The Transitional Justice Commission yesterday took members of the public on a guided tour of sites where political prisoners were held and tortured during the White Terror era.
Among the sites visited was a facility where the government used to torture political prisoners to extract confessions from them.
In the 1950s, the Ministry of Justice’s Investigation Bureau established a detention center in Taipei’s Dalongdong District (大龍峒) near the district’s Baoan Temple (保安宮), the commission said, adding that the original site has been converted into a residential building.
Photo: Chen Yu-fu, Taipei Times
Chang Wei-hsiu (張維修), who researches historical sites related to the Martial Law period, said that records related to the Dalongdong detention center were destroyed, and researchers have had to rely on testimonies from victims for much of the information they have about the site, including its location.
The Investigation Bureau appeared to have chosen the site of the facility — a one-story building — because of its location at the fringe of the city, he said.
Later the bureau established a larger facility on Xinyi District’s (信義) Wuxing Street, and then subsequently the even larger Ankang Guesthouse (安康接待室) detention center in New Taipei City’s Sindian District (新店), he said.

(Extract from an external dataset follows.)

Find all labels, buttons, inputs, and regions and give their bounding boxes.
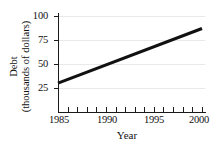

The former Counterintelligence Bureau — known more commonly as the “secrecy bureau” (保密局) — established a separate facility at 46 Yining St in Taipei’s Datong District (大同), where today there is a residential complex, he said.

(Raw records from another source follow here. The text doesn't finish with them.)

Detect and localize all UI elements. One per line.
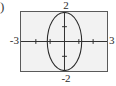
plot-frame [20,11,108,72]
axis-label-x-min: -3 [1,35,19,46]
axis-label-y-min: -2 [56,73,76,84]
axis-label-x-max: 3 [109,35,116,46]
item-label-paren: ) [0,0,10,15]
plot-canvas [21,12,107,71]
graph-figure: ) 2 -2 -3 3 [0,0,116,86]
axis-label-y-max: 2 [58,0,74,11]
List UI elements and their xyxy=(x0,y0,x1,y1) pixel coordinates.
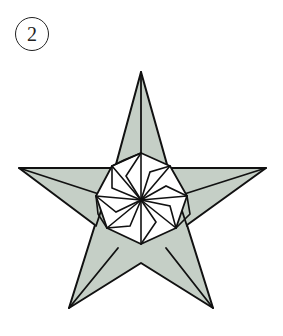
origami-star-diagram xyxy=(0,0,283,336)
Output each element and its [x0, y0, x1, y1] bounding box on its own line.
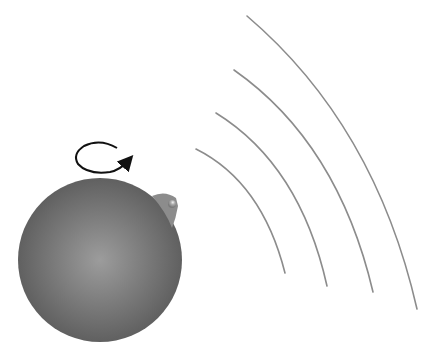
wave-arc-1	[196, 149, 285, 273]
pulsar-diagram	[0, 0, 437, 356]
wave-arc-3	[234, 70, 373, 292]
hotspot-glow	[168, 200, 176, 208]
rotation-arrow-icon	[76, 142, 128, 172]
wave-arcs	[196, 16, 417, 309]
sphere	[18, 178, 182, 342]
wave-arc-2	[216, 113, 327, 286]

The site was originally the location of the Koo family’s Kaosha Iron Foundry Co, but was confiscated by the Chinese Nationalist Party (KMT) government after it accused foundry owner Koo Yen Pi-hsia (辜顏碧霞) of funding communist revolutionary and novelist Lu Ho-jo (呂赫若). Only a small portion of the site remains today.
Another detention center at 28 Liangzhou St in Taipei was later demolished and replaced with a parking lot.
In 1919, the site had been confiscated from a private owner by the Japanese government, turned into a hospital and, after the KMT arrived in Taiwan, was taken over as the headquarters of the military police.
Numerous people were executed there by the military police after the 228 Incident, Chang said.
From the 1960s to 1991 the building was used by the now-defunct Planning and Research Commission for Reconquering the Mainland, after which the property was handed over to First Commercial Bank, which demolished it, he said.
The most intact site remaining from the White Terror era is the Taiwan New Cultural Movement Memorial Hall, which formerly served as the site of the police headquarters during the Japanese colonial era, and as a police office after the KMT’s arrival, he said.